What Do We Expect from Our Government? by unknow

What Do We Expect from Our Government? by unknow

Author:unknow
Language: eng
Format: epub
Publisher: Lexington Books
Published: 2010-08-15T00:00:00+00:00


Inventiveness

The United States is itself a marvelous invention. Every one of its institutions and procedures was invented. The same spirit of inventiveness informs immigration law and policy and can help us navigate our way to a better future. This section begins with two inventive immigration programs—one already well-established, the other being piloted—and continues with a starter list of ideas that could become pilots or experiments.
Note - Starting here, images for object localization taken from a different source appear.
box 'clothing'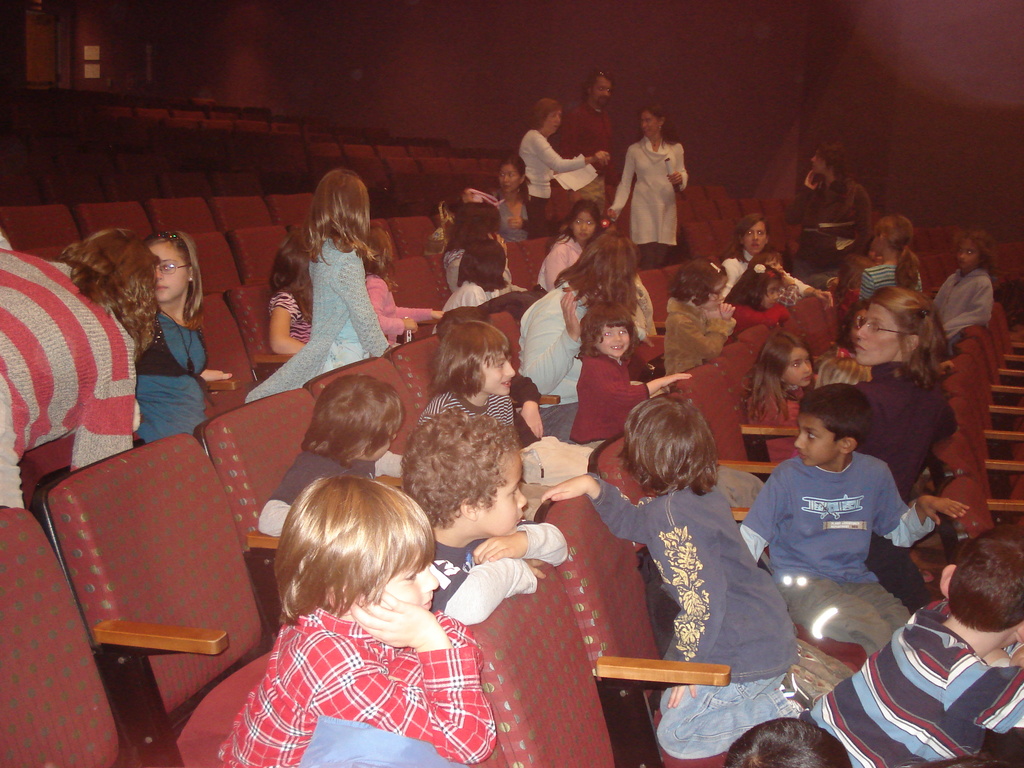
243, 230, 390, 400
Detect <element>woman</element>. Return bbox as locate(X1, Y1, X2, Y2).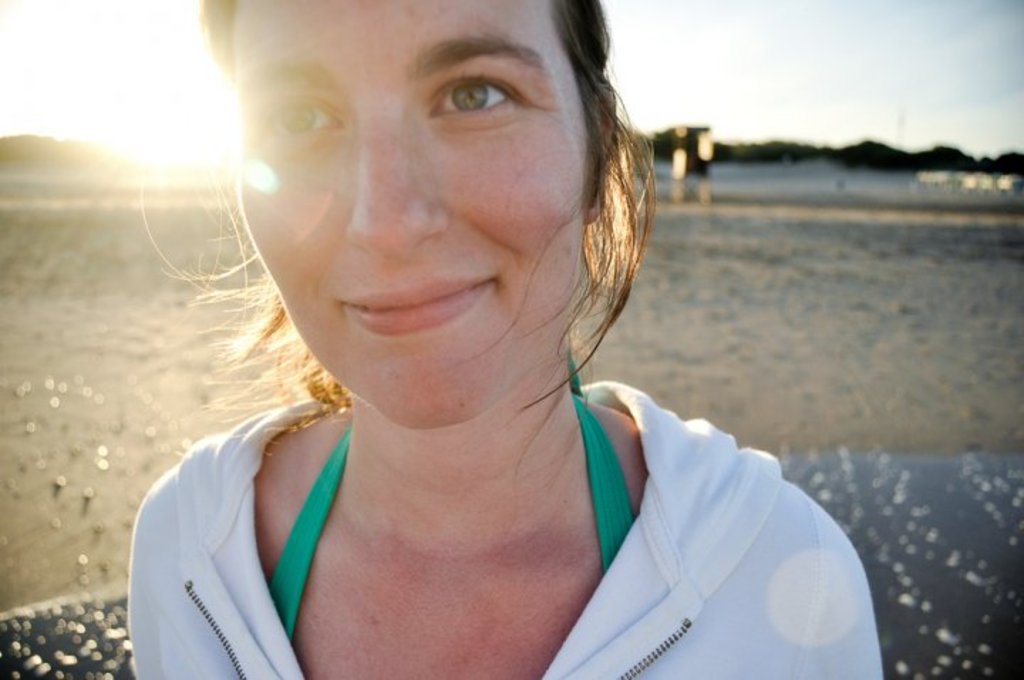
locate(121, 0, 883, 679).
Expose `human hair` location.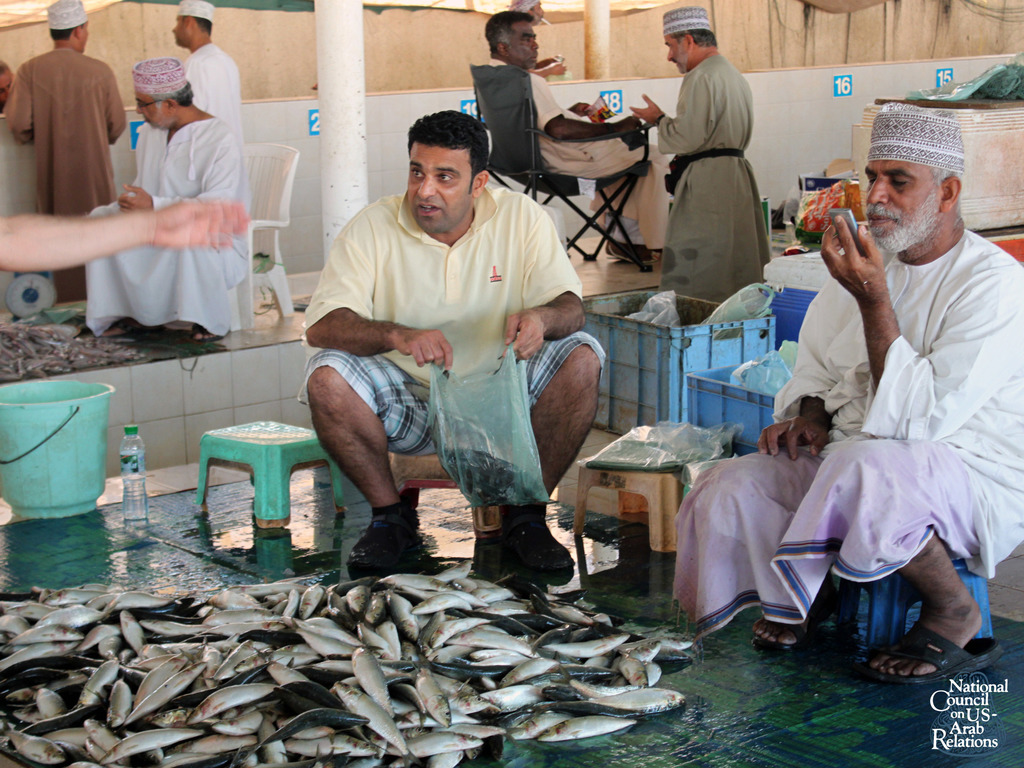
Exposed at <bbox>194, 19, 210, 31</bbox>.
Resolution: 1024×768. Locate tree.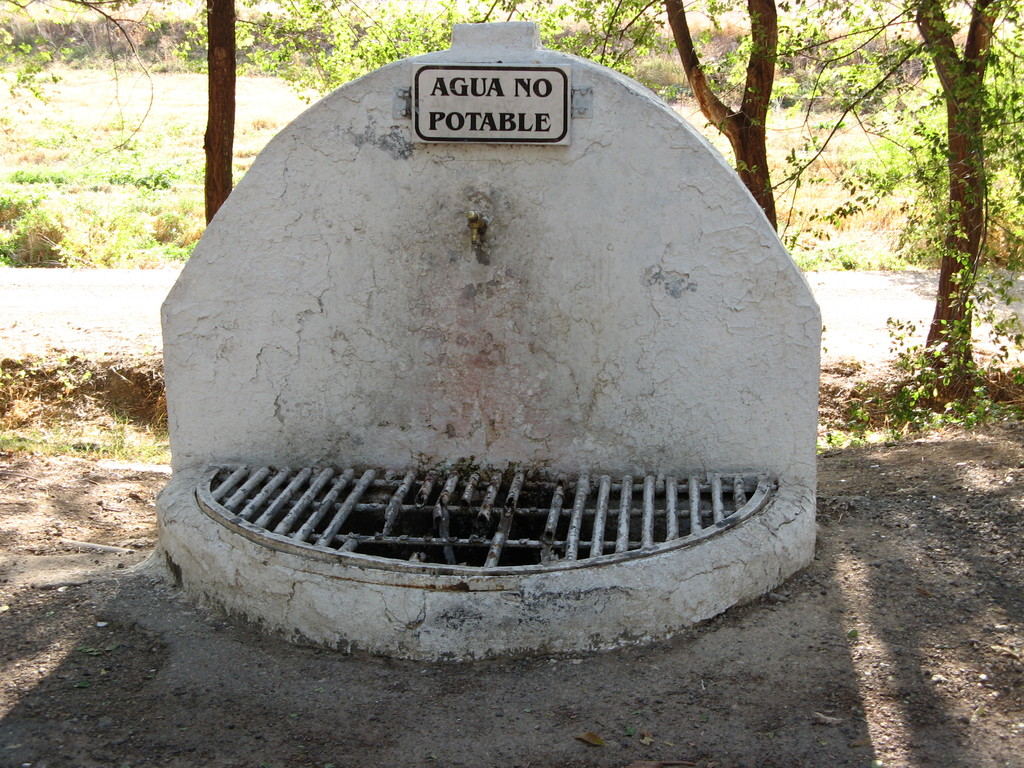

Inventiveness: Diversity Visa Program

When the U.S. Select Commission on Immigration Policy was considering policy alternatives, one of the guiding ideas involved portfolio diversification. The national interest called for immigrants from many backgrounds, with a range of experiences. The heavily family-oriented nature of immigrant visa allocation tended to “bring more of the same.” Moreover, there was a noticeable lack of immigration from Africa, and many Commission voices sought to strengthen the flow from Africa. Further, progressive waves of blood kin would have less of the energy and courage of pioneer immigrants.

Eventually, the Commission hit upon a lottery system to simultaneously diversify the immigrant flow, provide visas to persons from Africa, and enrich the pool with new pioneers. After some experimentation, the Immigration Act of 1990 established the Diversity Visa Program, which provides 55,000 visas annually (reduced since 1999 to 50,000 in order to provide 5,000 visas to the NACARA program), allocated by lottery, to applicants from countries underrepresented in recent immigration flows and their spouses and minor children; “underrepresented” is defined as having fewer than 50,000 LPRs in the last five years.

Today the Diversity Visa Program is flourishing. Since the fall of 2003, application has been electronic, on the internet. Since 2003 the number of applications hovered around 6 million annually, but in the fall of 2007 it jumped to 9.1 million and in the fall of 2008 to an unprecedented 13.6 million, presumably as internet use has increased around the world. As expected, the Diversity Visa Program has substantially increased the flow of immigrants from Africa. In the period 2001-2008, the proportion of Africa-born of all diversity-visa admissions to legal permanent residence ranged from 35.2 percent in 2005 to 45.8 percent in 2007 (U.S. INS and U.S. DHS, Yearbook of Immigration Statistics, 2001-2008).

Inventiveness: MAVNI Program

Private firms are not the only ones seeking personnel from abroad. After months of deliberation, the Department of Defense announced a pilot program intended to recruit soldiers with three main types of needed skills—medical, language, and cultural. The Military Accessions Vital to National Interest (MAVNI) pilot program begins with a small experiment, recruiting about 300 medical professionals and 550 speakers of 35 languages (including Arabic, Chinese, Hindi, Kurdish, Pashto), for a total of 1,000 recruits. Depending on the experience with the pilot, the program may be substantially increased.

Inventiveness: Starting a List of Ideas

1. Future immigrants, learning English, and becoming Americans—future LPRs in the visa waiting list abroad. As noted above, there are long waiting lists for numerically-limited visas—almost three million persons worldwide in the family preferences alone (Visa Bulletin, March 2009). Some of these future LPRs are probably already in the United States, either on valid nonimmigrant visas or illegally.